I’ve heard authors complain about book tours. The travel is exhausting, the publicists can be … strange, the succession of hotel room disorientating.
I’m proud to say that I’ve managed to bite my lip each and every time someone expresses these sentiments. I would kill, in the inventive fashion I hope I employ in some of my books, for such a book tour.
To be specific, the kind of book tour that somebody pays for. Somebody who’s not me.
Because, like most writers, the only way my book goes on the road is if I arrange the appearances and foot the bill myself. Until this year, I’ve referred to these trips as Couch-Surfing Book Tours—the kind where you seek out places where you have lovely friends (you know who you are, and thank you again, a million times over) who will put you up.
But this year was different. My previous books were released in the winter, but Disgraced came out in the spring, which meant that after my first few readings and book signings, the weather—even in Montana—turned balmy.
I like to camp. Camping is cheap. Ergo, the camping tour, or as I more accurately termed it, The Broke-Ass Book Tour.
It was surprisingly fun. The key, given that I needed to look (and smell) presentable, was finding campgrounds with showers. So, none of the backcountry camping that I’d prefer.
Still, I enjoyed spending my before-appearance time working at a picnic table under shady cottonwoods and fragrant pines, and crawling into my tent afterward and reading myself to sleep by the light of my headlamp. A toy dinosaur turned up at one of my campsites. I named her Lena (think Ferrante) and – taking a cue from writer friends Luke Dani Blue and Migueltzinta Solis and their dino buddy, Velma – she became my traveling companion. Oatmeal for breakfast and ramen for dinner. Because, again, cheap. Oh, and a cooler full of microbrews. Because, reward.
That said, the minute a publisher offers to send me someplace on their dime, I’ll jump at the chance. And I swear I will never complain about a single thing.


Your task:
Within the material below, how many lines include "arrow"? Answer with the count only.

─── Information supplied ───

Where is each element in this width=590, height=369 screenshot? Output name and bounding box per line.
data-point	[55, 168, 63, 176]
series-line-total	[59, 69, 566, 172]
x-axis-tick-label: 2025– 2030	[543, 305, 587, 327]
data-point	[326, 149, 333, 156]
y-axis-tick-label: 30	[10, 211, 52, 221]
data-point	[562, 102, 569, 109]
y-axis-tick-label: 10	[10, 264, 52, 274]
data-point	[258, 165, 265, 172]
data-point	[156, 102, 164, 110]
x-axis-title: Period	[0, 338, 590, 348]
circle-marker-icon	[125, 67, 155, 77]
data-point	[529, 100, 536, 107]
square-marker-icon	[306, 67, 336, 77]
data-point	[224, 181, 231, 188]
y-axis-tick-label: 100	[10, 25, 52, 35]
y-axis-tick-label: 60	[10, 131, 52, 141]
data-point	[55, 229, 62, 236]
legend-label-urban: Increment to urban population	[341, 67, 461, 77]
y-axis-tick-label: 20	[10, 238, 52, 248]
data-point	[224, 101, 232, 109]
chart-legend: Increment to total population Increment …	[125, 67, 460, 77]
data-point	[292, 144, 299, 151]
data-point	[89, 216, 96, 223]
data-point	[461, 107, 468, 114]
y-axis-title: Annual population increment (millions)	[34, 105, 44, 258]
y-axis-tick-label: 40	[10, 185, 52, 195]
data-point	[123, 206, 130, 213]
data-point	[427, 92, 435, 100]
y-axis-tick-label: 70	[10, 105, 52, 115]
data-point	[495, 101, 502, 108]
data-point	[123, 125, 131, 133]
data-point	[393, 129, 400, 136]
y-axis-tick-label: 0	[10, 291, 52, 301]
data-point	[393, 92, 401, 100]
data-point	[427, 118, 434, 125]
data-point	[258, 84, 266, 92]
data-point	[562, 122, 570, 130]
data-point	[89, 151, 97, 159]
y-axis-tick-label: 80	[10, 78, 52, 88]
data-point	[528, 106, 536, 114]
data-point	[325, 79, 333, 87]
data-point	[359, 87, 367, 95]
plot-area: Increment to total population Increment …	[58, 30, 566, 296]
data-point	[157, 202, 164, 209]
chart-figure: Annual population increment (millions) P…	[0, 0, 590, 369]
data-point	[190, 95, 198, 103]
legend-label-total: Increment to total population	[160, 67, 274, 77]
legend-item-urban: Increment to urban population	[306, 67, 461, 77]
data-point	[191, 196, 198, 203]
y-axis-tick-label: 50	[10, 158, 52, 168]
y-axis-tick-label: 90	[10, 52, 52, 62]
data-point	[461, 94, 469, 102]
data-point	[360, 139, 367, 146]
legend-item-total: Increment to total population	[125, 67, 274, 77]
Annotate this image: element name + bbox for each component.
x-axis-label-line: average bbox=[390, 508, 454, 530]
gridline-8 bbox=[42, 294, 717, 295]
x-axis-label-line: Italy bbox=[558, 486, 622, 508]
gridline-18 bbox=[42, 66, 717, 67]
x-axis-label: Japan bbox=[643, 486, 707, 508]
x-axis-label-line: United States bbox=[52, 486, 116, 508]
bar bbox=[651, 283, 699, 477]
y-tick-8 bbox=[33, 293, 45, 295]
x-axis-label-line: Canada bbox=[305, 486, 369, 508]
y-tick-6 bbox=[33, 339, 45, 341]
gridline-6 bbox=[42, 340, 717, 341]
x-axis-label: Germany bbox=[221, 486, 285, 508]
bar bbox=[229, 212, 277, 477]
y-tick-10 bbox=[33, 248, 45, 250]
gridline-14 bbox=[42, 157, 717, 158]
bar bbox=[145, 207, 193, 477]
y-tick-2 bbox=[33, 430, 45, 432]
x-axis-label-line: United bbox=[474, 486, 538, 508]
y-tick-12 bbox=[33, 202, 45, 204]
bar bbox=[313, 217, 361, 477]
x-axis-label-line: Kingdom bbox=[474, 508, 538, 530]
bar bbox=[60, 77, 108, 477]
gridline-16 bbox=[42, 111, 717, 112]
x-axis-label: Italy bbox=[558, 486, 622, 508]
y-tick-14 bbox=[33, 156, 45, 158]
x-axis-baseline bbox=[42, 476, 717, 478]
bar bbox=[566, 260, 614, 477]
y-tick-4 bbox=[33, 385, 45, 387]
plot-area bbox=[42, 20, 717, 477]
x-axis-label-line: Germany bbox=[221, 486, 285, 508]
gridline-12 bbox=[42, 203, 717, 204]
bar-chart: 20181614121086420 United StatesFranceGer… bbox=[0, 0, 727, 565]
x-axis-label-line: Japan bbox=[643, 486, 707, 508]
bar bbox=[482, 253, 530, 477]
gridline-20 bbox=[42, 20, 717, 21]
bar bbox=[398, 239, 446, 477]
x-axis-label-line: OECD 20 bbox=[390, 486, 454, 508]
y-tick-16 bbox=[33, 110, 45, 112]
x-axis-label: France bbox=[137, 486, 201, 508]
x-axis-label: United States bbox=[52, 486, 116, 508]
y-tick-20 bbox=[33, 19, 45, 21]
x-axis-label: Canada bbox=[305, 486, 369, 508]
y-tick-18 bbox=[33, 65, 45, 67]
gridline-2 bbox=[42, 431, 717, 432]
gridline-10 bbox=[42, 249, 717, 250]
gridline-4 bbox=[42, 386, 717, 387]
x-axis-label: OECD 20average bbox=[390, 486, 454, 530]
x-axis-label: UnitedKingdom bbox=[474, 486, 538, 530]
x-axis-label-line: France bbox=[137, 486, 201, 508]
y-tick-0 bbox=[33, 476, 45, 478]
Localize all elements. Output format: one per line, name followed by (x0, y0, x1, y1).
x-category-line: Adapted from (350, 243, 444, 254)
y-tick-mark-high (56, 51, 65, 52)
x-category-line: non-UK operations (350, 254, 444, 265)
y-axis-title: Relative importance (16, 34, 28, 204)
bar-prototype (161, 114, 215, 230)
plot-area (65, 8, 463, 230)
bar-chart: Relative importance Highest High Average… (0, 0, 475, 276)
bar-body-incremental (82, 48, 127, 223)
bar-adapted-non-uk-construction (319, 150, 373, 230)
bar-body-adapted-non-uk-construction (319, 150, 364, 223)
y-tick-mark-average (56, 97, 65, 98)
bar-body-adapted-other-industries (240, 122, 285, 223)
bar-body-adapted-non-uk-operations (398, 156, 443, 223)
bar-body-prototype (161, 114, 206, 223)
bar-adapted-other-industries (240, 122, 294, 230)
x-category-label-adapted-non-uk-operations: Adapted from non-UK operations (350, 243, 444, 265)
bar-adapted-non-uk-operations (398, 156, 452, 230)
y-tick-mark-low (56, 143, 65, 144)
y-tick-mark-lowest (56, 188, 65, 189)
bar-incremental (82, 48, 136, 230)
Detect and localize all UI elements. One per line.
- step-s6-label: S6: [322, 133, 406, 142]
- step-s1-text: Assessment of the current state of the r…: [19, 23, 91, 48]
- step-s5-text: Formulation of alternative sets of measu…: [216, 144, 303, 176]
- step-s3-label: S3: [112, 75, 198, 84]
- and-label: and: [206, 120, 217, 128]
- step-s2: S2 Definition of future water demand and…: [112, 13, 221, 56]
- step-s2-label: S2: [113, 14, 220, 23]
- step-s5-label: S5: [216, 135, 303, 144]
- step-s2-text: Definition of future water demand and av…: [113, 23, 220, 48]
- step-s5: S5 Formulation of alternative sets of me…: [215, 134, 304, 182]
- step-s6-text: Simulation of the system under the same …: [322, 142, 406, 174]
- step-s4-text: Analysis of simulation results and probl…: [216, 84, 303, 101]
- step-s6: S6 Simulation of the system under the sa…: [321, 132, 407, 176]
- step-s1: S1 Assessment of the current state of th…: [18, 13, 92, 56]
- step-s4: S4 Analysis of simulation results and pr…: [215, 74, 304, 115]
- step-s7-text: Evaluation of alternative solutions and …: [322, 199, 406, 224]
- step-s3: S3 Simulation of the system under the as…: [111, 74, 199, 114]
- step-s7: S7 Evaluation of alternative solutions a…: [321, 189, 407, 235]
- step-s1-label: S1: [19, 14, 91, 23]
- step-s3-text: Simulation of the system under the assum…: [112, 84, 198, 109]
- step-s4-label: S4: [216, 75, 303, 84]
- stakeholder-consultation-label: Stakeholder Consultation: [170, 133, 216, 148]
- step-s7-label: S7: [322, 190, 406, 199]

───
─── Information supplied ───

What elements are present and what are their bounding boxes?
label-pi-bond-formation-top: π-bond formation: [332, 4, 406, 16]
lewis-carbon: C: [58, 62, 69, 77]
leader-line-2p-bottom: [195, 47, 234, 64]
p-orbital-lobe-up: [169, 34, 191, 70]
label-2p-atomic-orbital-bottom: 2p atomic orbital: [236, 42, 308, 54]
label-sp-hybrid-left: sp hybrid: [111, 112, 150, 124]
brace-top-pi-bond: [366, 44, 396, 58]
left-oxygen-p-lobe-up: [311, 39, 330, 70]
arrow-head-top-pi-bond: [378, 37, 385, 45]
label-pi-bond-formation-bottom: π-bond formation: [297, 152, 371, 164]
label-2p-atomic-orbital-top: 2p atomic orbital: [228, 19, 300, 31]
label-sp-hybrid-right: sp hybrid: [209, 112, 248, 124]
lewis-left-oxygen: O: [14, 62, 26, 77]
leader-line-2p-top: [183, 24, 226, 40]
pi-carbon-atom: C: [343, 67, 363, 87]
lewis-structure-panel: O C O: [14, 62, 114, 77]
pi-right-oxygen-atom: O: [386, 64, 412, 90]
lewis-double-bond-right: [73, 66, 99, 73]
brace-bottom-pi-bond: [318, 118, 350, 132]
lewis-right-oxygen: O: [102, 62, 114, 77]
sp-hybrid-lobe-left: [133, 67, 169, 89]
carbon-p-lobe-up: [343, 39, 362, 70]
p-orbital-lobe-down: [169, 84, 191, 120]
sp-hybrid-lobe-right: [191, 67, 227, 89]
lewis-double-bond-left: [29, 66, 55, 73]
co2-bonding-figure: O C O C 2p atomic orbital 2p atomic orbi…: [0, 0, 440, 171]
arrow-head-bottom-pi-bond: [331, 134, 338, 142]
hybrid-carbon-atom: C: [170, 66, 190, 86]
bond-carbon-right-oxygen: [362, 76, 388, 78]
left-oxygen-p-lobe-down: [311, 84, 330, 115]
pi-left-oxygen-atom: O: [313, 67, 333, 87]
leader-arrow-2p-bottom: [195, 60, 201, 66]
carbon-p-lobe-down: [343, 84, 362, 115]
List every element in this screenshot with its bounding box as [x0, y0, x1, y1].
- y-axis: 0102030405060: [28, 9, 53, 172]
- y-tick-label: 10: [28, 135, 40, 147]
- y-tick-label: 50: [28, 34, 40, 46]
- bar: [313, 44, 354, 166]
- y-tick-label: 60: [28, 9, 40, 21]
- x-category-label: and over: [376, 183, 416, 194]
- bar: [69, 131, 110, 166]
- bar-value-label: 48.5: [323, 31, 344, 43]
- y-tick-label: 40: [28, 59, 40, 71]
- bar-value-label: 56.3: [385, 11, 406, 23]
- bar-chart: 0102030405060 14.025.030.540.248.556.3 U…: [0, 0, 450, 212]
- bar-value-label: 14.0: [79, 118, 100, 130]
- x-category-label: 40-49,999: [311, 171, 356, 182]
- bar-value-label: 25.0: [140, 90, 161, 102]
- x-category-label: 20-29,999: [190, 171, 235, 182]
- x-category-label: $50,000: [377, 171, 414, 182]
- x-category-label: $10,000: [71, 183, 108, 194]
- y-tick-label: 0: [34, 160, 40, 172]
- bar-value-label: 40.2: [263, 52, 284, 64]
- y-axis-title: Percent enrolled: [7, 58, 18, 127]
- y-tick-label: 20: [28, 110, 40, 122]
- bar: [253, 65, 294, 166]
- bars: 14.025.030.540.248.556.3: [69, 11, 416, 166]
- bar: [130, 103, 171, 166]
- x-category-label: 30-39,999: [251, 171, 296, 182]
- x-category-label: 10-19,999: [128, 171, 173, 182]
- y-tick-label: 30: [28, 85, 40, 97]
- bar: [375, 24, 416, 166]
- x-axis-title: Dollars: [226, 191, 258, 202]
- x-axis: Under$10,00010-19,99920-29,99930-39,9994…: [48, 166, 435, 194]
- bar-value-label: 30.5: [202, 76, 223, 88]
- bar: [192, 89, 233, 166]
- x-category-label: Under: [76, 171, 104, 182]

───

Finished task:
3